An abstract play written by Trepliev and performed by his young girlfriend Nina Zarietchnaya fails miserably, and Nina turns her attention instead to the more successful Trigorin. The young Trepliev attempts suicide, then challenges Trigorin to a duel. All his efforts are in vain, and Nina leaves for Moscow to be with her idol. Trigorin, however, soon forgets about her, and her career as an actress is even more miserable than Trepliev's career as a writer. Both youngsters thus face tragic fates as their failed ambition, jealousy, and misguided love and anger carry them to destruction.

This subtle work deals with issues such as unrequited love, jealousy, betrayal and vanity without being overly sentimental. It also addresses the spectacular effect people of charisma or celebrity can have on ordinary people, and suggests that this great power is a dangerous tool in the hands of people who are often hostages of their own reputations.

7 of 8 people found the following review helpful
Universal 10 Jun 2000
By Gianmarco Manzione - Published on Amazon.com
Format:Paperback
Everyone, whether we like to admit it or not, wants nothing more than to lay on their deathbeds and be able to say "I have led a beautiful life." This intense desire lives within us all. Sometimes it happens, sometimes it causes us to worship other human beings as something more than human, sometimes it destroys us.

In Chekov's The Seagull, the brilliant playwright displays his passionate understanding of the desire that wrestles with the human soul. Subtly complex, The Seagull is a play meant to be read many times, and each time readers are bound to meet a different facet of themselves in the play's characters and their quests to satiate that voice within each of them, constantly whispering "you need more, more." It is a voice that leads one aspiring writer in the play to suicide, and cuts off another's capacity to embrace anyone but himself and his own entrapped mind.

Almost every facet of desire is explored here: love, life, death, dreams of glory, success, achievement. And, as with our very best playwrights, Chekov incorporates a masterful metaphor in his Seagull, which tightly wraps the play in a bundle of genius. Like Williams's breathtaking 'Night of The Iguana," and Ibsen's eerie 'The Wild Duck," The Seagull blends tragedy and beauty in an unforgettably delicate union. This is the kind of play that will stick in readers' minds for a lifetime.

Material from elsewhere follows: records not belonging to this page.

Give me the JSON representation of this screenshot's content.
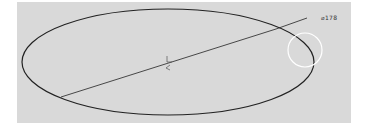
{
  "viewport": {
    "background": "#d9d9d9",
    "page_background": "#ffffff"
  },
  "sketch": {
    "entities": [
      {
        "type": "ellipse",
        "name": "ellipse",
        "cx": 168,
        "cy": 62,
        "rx": 146,
        "ry": 53,
        "stroke": "#222222"
      },
      {
        "type": "line",
        "name": "diameter-dimension-line",
        "points": [
          [
            61,
            97
          ],
          [
            276,
            29
          ],
          [
            307,
            18
          ]
        ],
        "stroke": "#222222"
      },
      {
        "type": "circle",
        "name": "selection-highlight",
        "cx": 305,
        "cy": 50,
        "r": 17,
        "stroke": "#ffffff"
      },
      {
        "type": "center-mark",
        "name": "center-mark",
        "x": 168,
        "y": 62
      }
    ],
    "dimension": {
      "label": "⌀178",
      "x": 321,
      "y": 14
    }
  }
}
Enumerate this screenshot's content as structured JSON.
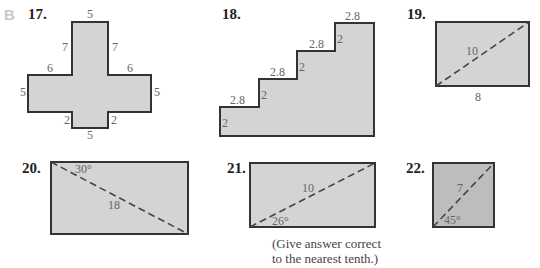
{
  "section_label": "B",
  "problems": [
    {
      "number": "17.",
      "shape": "cross",
      "labels": {
        "top": "5",
        "upper_left": "7",
        "upper_right": "7",
        "left_arm_top": "6",
        "right_arm_top": "6",
        "left": "5",
        "right": "5",
        "lower_left": "2",
        "lower_right": "2",
        "bottom": "5"
      }
    },
    {
      "number": "18.",
      "shape": "staircase",
      "step_width": "2.8",
      "step_height": "2",
      "step_count": 4
    },
    {
      "number": "19.",
      "shape": "rectangle",
      "diagonal": "10",
      "base": "8"
    },
    {
      "number": "20.",
      "shape": "rectangle",
      "angle": "30°",
      "diagonal": "18"
    },
    {
      "number": "21.",
      "shape": "rectangle",
      "diagonal": "10",
      "angle": "26°",
      "note_line1": "(Give answer correct",
      "note_line2": "to the nearest tenth.)"
    },
    {
      "number": "22.",
      "shape": "square",
      "diagonal": "7",
      "angle": "45°"
    }
  ]
}
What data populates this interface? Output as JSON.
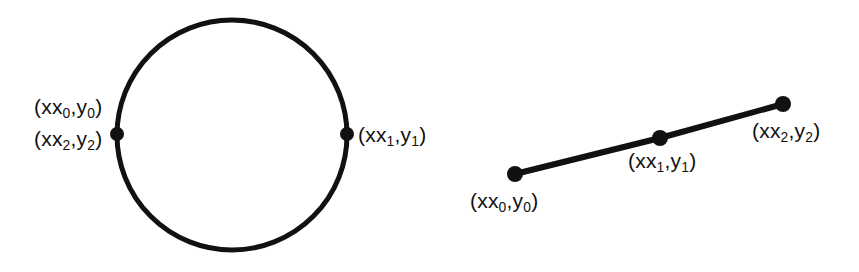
{
  "figure": {
    "background_color": "#ffffff",
    "ink_color": "#111111",
    "width": 859,
    "height": 272,
    "stroke_width": 5,
    "vertex_dot_radius": 7
  },
  "panels": [
    {
      "id": "closed",
      "kind": "closed-polyline-circle",
      "shape": {
        "type": "circle",
        "cx": 232,
        "cy": 135,
        "r": 115,
        "stroke_width": 5
      },
      "vertices": [
        {
          "id": "p0",
          "cx": 117,
          "cy": 134,
          "r": 7
        },
        {
          "id": "p1",
          "cx": 347,
          "cy": 134,
          "r": 7
        }
      ],
      "labels": [
        {
          "id": "closed-p0",
          "open": "(x",
          "sub_a": "0",
          "mid": ",y",
          "sub_b": "0",
          "close": ")"
        },
        {
          "id": "closed-p2",
          "open": "(x",
          "sub_a": "2",
          "mid": ",y",
          "sub_b": "2",
          "close": ")"
        },
        {
          "id": "closed-p1",
          "open": "(x",
          "sub_a": "1",
          "mid": ",y",
          "sub_b": "1",
          "close": ")"
        }
      ]
    },
    {
      "id": "open",
      "kind": "open-polyline-segment",
      "shape": {
        "type": "polyline",
        "points": "515,174 660,138 783,104",
        "stroke_width": 6
      },
      "vertices": [
        {
          "id": "p0",
          "cx": 515,
          "cy": 174,
          "r": 8
        },
        {
          "id": "p1",
          "cx": 660,
          "cy": 138,
          "r": 8
        },
        {
          "id": "p2",
          "cx": 783,
          "cy": 104,
          "r": 8
        }
      ],
      "labels": [
        {
          "id": "open-p0",
          "open": "(x",
          "sub_a": "0",
          "mid": ",y",
          "sub_b": "0",
          "close": ")"
        },
        {
          "id": "open-p1",
          "open": "(x",
          "sub_a": "1",
          "mid": ",y",
          "sub_b": "1",
          "close": ")"
        },
        {
          "id": "open-p2",
          "open": "(x",
          "sub_a": "2",
          "mid": ",y",
          "sub_b": "2",
          "close": ")"
        }
      ]
    }
  ]
}
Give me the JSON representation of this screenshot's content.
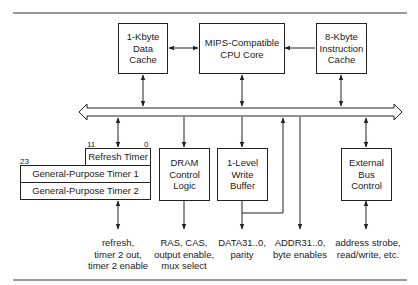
{
  "diagram": {
    "type": "block-diagram",
    "blocks": {
      "data_cache": "1-Kbyte\nData\nCache",
      "cpu_core": "MIPS-Compatible\nCPU Core",
      "instruction_cache": "8-Kbyte\nInstruction\nCache",
      "refresh_timer": "Refresh Timer",
      "gp_timer_1": "General-Purpose Timer 1",
      "gp_timer_2": "General-Purpose Timer 2",
      "dram_control": "DRAM\nControl\nLogic",
      "write_buffer": "1-Level\nWrite\nBuffer",
      "external_bus": "External\nBus\nControl"
    },
    "bit_labels": {
      "refresh_msb": "11",
      "refresh_lsb": "0",
      "gp_msb": "23"
    },
    "signal_labels": {
      "timers": "refresh,\ntimer 2 out,\ntimer 2 enable",
      "dram": "RAS, CAS,\noutput enable,\nmux select",
      "data": "DATA31..0,\nparity",
      "addr": "ADDR31..0,\nbyte enables",
      "bus": "address strobe,\nread/write, etc."
    },
    "connections": [
      {
        "from": "data_cache",
        "to": "cpu_core",
        "direction": "bidirectional"
      },
      {
        "from": "instruction_cache",
        "to": "cpu_core",
        "direction": "one-way"
      },
      {
        "from": "data_cache",
        "to": "internal_bus",
        "direction": "bidirectional"
      },
      {
        "from": "cpu_core",
        "to": "internal_bus",
        "direction": "bidirectional"
      },
      {
        "from": "instruction_cache",
        "to": "internal_bus",
        "direction": "bidirectional"
      },
      {
        "from": "internal_bus",
        "to": "refresh_timer",
        "direction": "bidirectional"
      },
      {
        "from": "internal_bus",
        "to": "dram_control",
        "direction": "one-way"
      },
      {
        "from": "internal_bus",
        "to": "write_buffer",
        "direction": "one-way"
      },
      {
        "from": "external_bus",
        "to": "internal_bus",
        "direction": "bidirectional"
      }
    ]
  }
}
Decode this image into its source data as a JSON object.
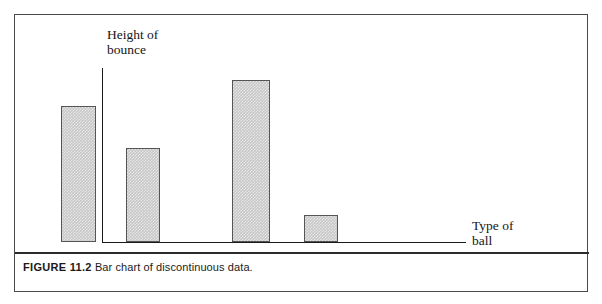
{
  "figure": {
    "caption_number": "FIGURE 11.2",
    "caption_text": "Bar chart of discontinuous data."
  },
  "chart_data": {
    "type": "bar",
    "title": "",
    "subtitle": "",
    "xlabel": "Type of\nball",
    "ylabel": "Height of\nbounce",
    "categories": [
      "",
      "",
      "",
      ""
    ],
    "values": [
      136,
      94,
      162,
      27
    ],
    "ylim": [
      0,
      175
    ],
    "grid": false,
    "legend": false,
    "axis_ticks": false,
    "tick_labels": [],
    "annotations": [],
    "bar_fill_color": "#c6c6c6",
    "bar_border_color": "#555555",
    "axis_color": "#1a1a1a",
    "bars": [
      {
        "name": "bar-1",
        "left": 46,
        "width": 35,
        "height": 136
      },
      {
        "name": "bar-2",
        "left": 111,
        "width": 34,
        "height": 94
      },
      {
        "name": "bar-3",
        "left": 217,
        "width": 38,
        "height": 162
      },
      {
        "name": "bar-4",
        "left": 289,
        "width": 34,
        "height": 27
      }
    ]
  }
}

3 of 3 people found the following review helpful
a masterful new translation 20 Oct 2002
By Michael J. Cowan - Published on Amazon.com
Format:Paperback
Russian plays aren't for everyone--they are dense, heavy affairs, packed full of ideas and slow moving characters. If you are looking for a fast-paced potboiler with lots of action, etc. then stay away from Chekhov. But if you enjoy reflection and having something to talk about when you finish a book then Checkhov will serve you well--and, most improtantly, if you want to read "The Seagull" this IS the translation to get--Stoppard has done a wonderful job, making this classic even more readable and enjoyable.